I came across the following question :
Find the convergence radius for the series $\sum_{n=1}^\infty n!x^{n!}$.
My initial intuition led me to believe it should converge for $x\in(-1,1)$.
I would really appreciate if anyone could review my proof and point out if I`m missing anything.
The proof goes as following :
Let $a_n$ be the sequence of coefficients of $x^n$. For every $n_m=k!$ for some $k\in \mathbb{N}$, $a_{n_m}=n_m$.

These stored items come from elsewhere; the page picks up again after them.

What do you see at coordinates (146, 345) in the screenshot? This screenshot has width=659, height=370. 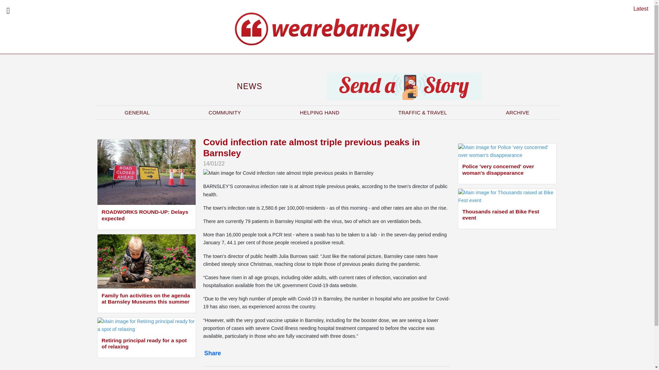 I see `Retiring principal ready for a spot of relaxing` at bounding box center [146, 345].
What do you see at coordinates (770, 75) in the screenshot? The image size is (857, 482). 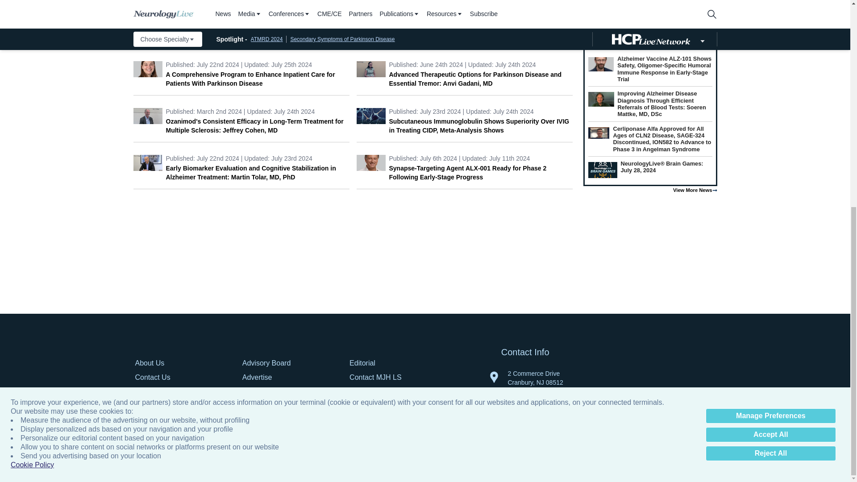 I see `Accept All` at bounding box center [770, 75].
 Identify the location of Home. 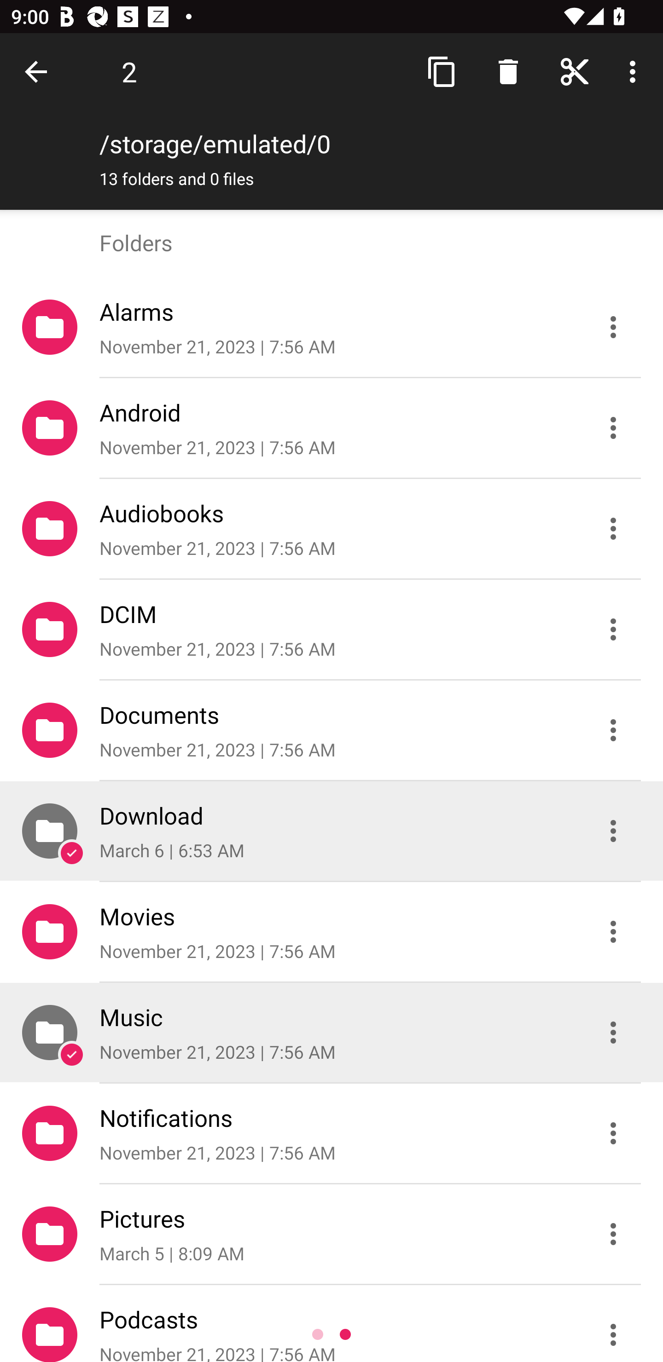
(574, 71).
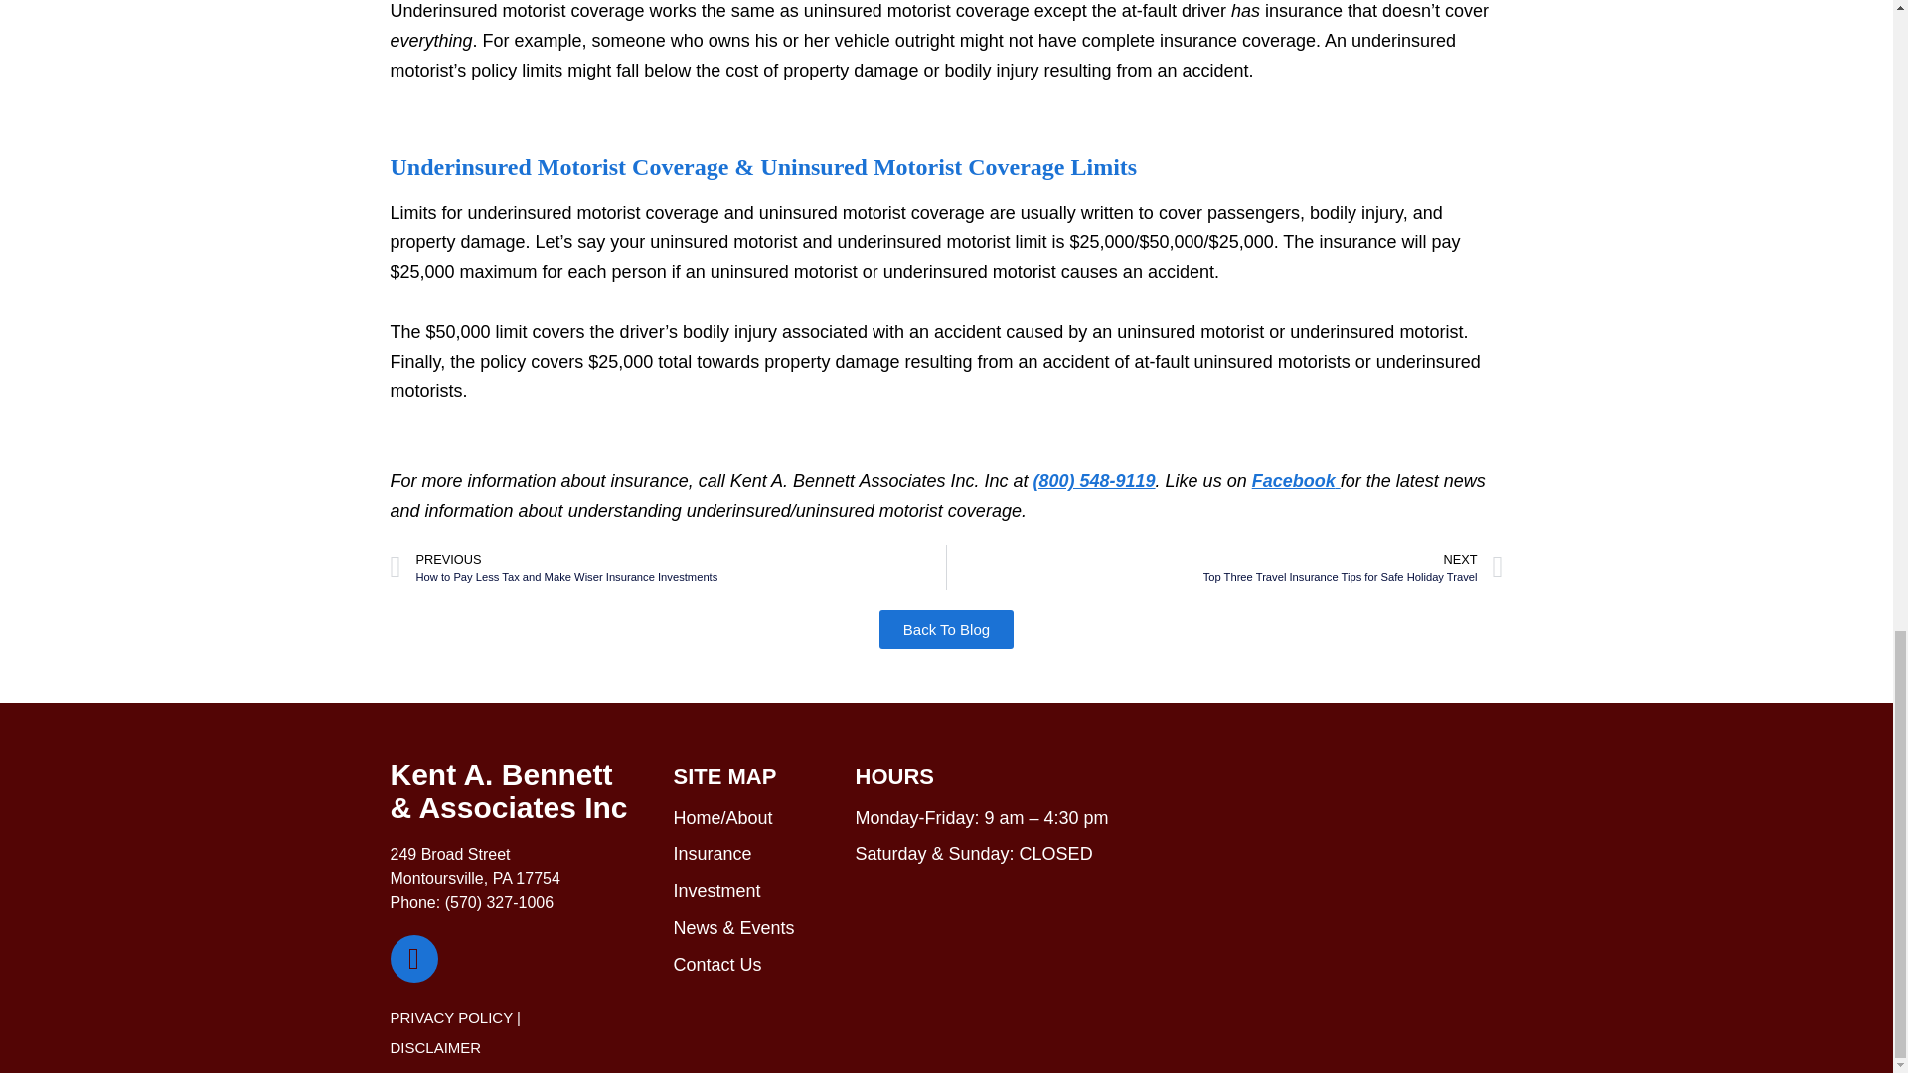  What do you see at coordinates (718, 890) in the screenshot?
I see `Investment` at bounding box center [718, 890].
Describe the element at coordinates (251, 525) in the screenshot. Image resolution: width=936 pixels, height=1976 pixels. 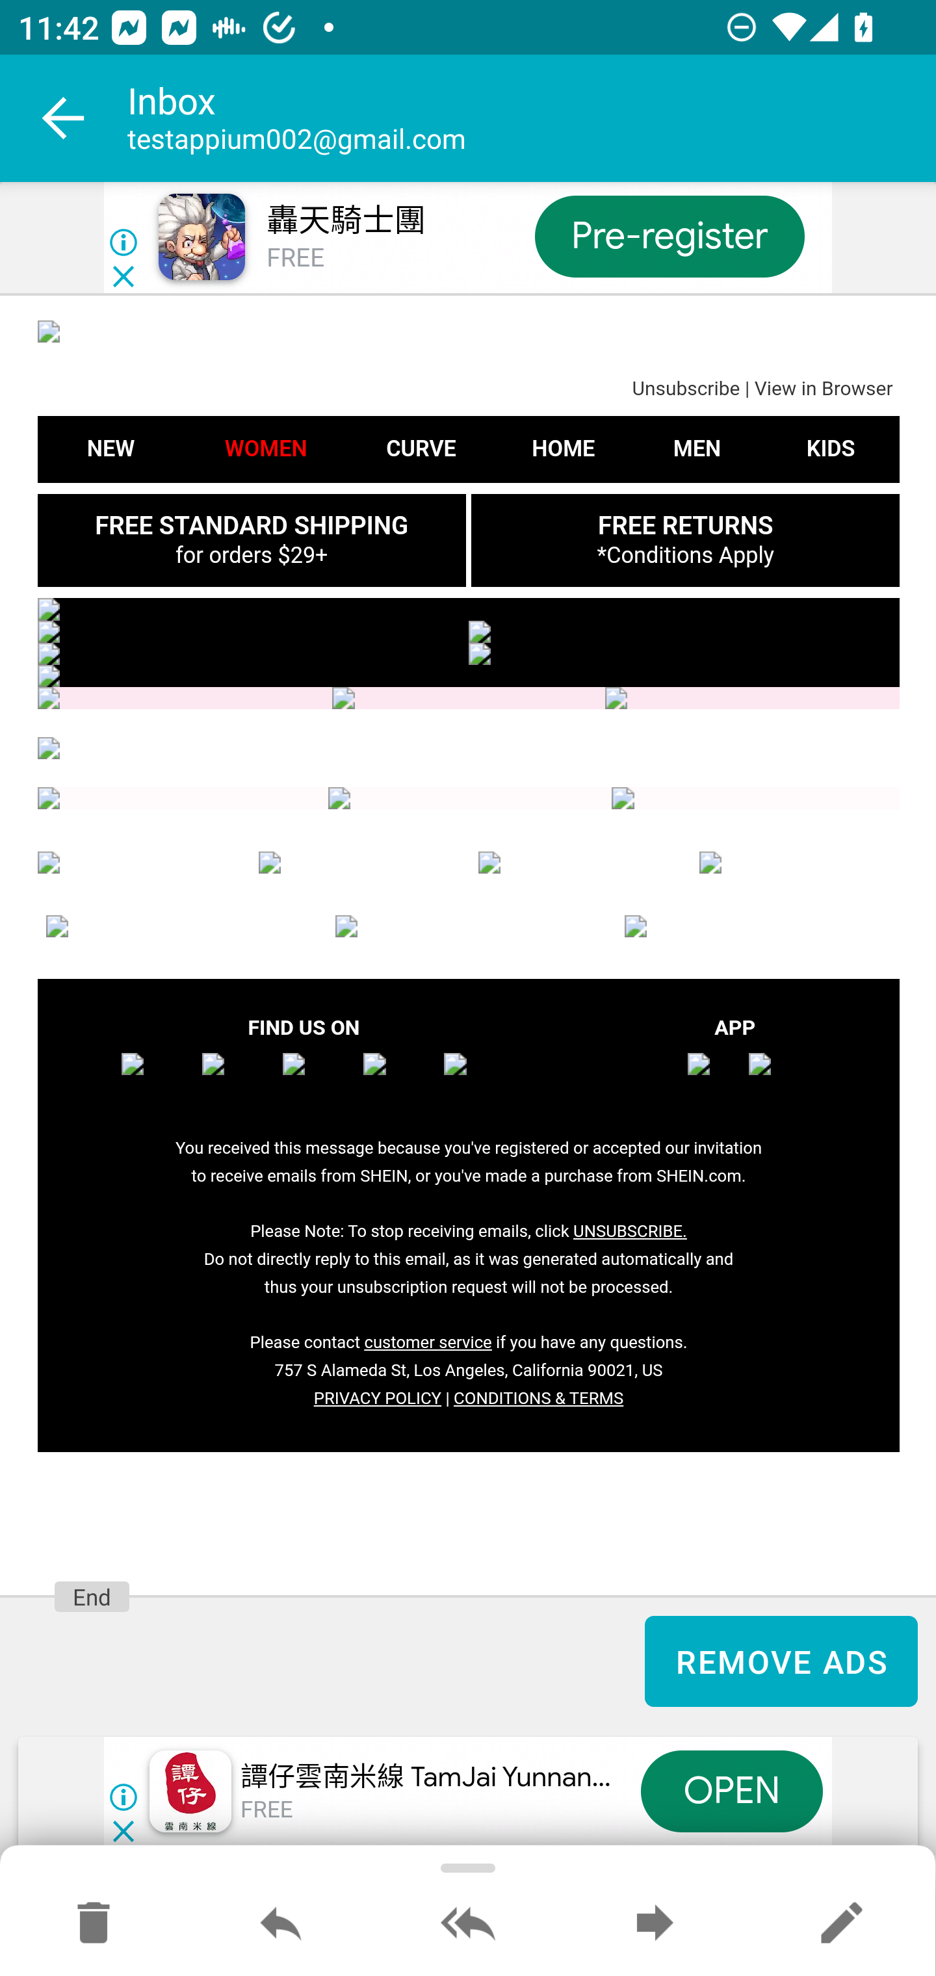
I see `FREE STANDARD SHIPPING` at that location.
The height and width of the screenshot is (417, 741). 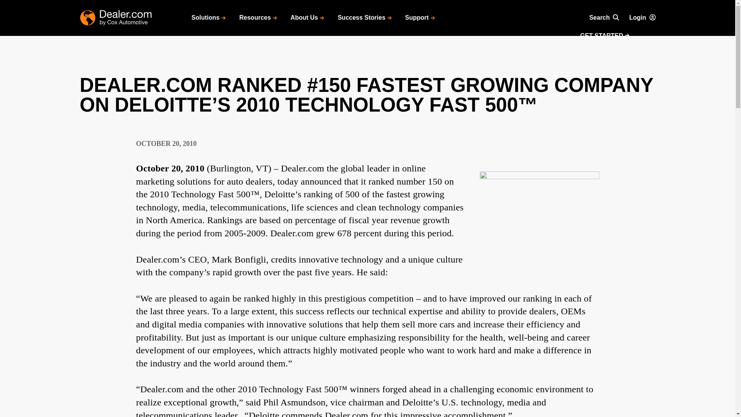 What do you see at coordinates (538, 206) in the screenshot?
I see `Deloitte 2010` at bounding box center [538, 206].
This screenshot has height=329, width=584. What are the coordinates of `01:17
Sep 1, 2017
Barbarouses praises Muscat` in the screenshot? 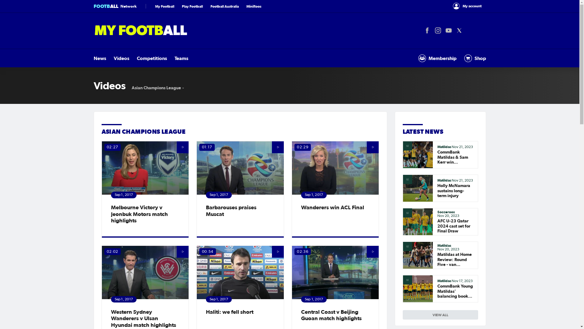 It's located at (240, 189).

By Cauchy-Hadamard theorem, $\limsup (|a_n|^\frac 1 n)=\frac 1R$, and by D'Alembert criterion, if the limit $\frac {a_{n_m+1}} {a_{n_m}}$ exists , it equals to $\lim (|a_{n_m}|^\frac 1 {n_m})$ , and indeed $\lim \frac {a_{n_m+1}} {a_{n_m}}=\frac {{n_m+1}} {{n_m}}=1$. Therefore we have $1$ as a partial limit of $|a_n|^{\frac 1 n}$. In addition, for every $n\neq n_m$, $a_n = 0$, meaning $1$ is the limit supremum. (The partial limits are either 1 or 0)
From here we can deduce R=1.
Divergence for $x=1$ is obvious, since $n!$ doesn't converge to $0$, and divergence for $x=-1$ for the same reason (since $n!$ are all even after $n=2$, we get the same series as $x=1$)
Is my proof correct?
Note that $$\sum_{n=1}^M n!x^{n!}\le \sum_{n=1}^{M!} n|x|^{n}$$
So what can we say about the limit case?